A unique, Western University-led project to discover and decode tornadoes in remote Northern Ontario has spun into a nationwide mission to identify every Canadian tornado in 2019.
The Northern Tornadoes Project identified nine tornadoes in 2017, which had previously gone undetected and provided enhanced information for nine others. In 2018, the research team’s aim expanded to finding every tornado in Ontario and improve analysis from coast to coast. The result: 12 previously undetected tornadoes while improving data for another 10.
“The goal for 2019 is to capture every tornado nationally with the intent of finding, assessing, storing data and learning from each significant event,” says Western Engineering professor and Acting Dean Gregory Kopp. “It’s a big goal and it’s a big country but we’re confident we can meet our target.”
The Northern Tornadoes Project is the most comprehensive analysis of these natural disasters ever undertaken in Canada.
Data collection and analysis takes place with the latest radar and satellite technology and extremely high-resolution aerial surveys with a level of detail that can identify individual trees uprooted and their direction of fall, as well as where grasslands have been scarred. The Western Engineering-led team uses satellite, surveillance planes, drones and on-the-ground observation to capture the events and their extent.
“This level of analysis combined with an improved database can help us understand severe and extreme weather, improve early detection, mitigate against damage to people and property, and model future implications for climate change,” says Kopp, who serves as lead researcher for the Northern Tornadoes Project.
The research is a collaboration between Western Engineering and the Meteorological Research Division of Environment and Climate Change Canada (ECCC).
Results of the first two years of the Northern Tornadoes Project are described in a newly published conference paper, with Kopp and ECCC scientist David Sills as primary authors.
Approximately 60 tornadoes are identified and verified in Canada each year.
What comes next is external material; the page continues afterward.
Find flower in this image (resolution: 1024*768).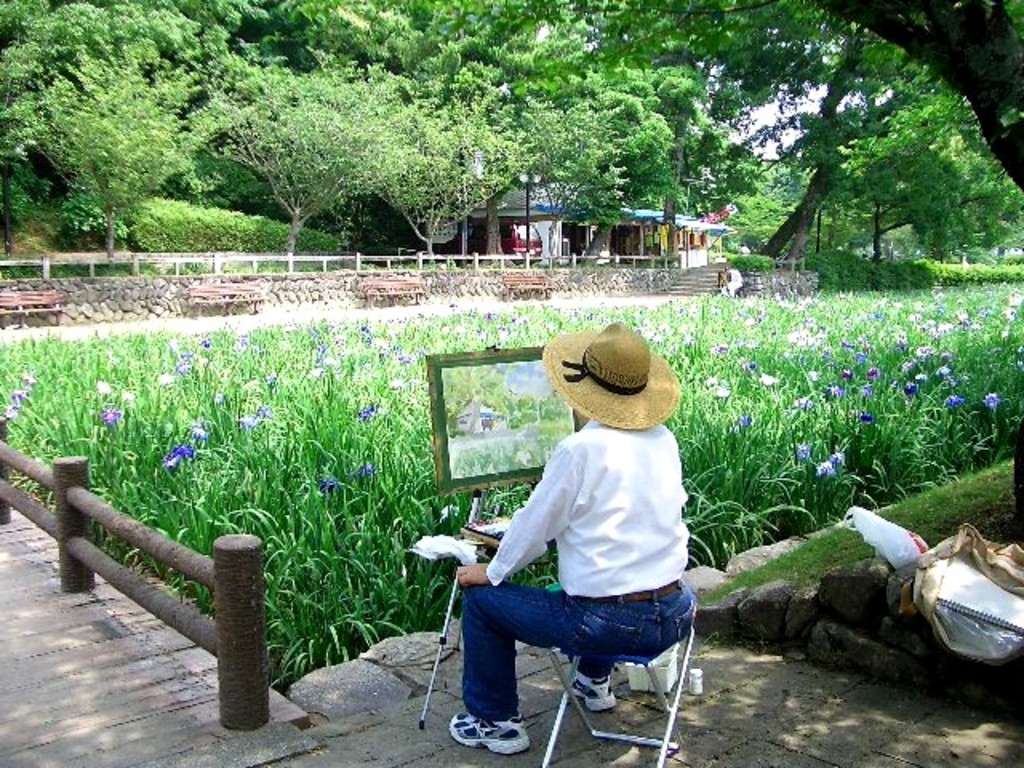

Statistical modelling by ECCC using tornado, lightning, and population data suggests the actual number is almost four times that number, closer to 230 per year.
Many of these tornadoes occur in areas where forest density and remote locale make traditional ground surveys impossible, or in grasslands where damage footprints are more difficult to detect. This project helps fill gaps in tornado climatology and helps improve understanding of tornado occurrence and risk.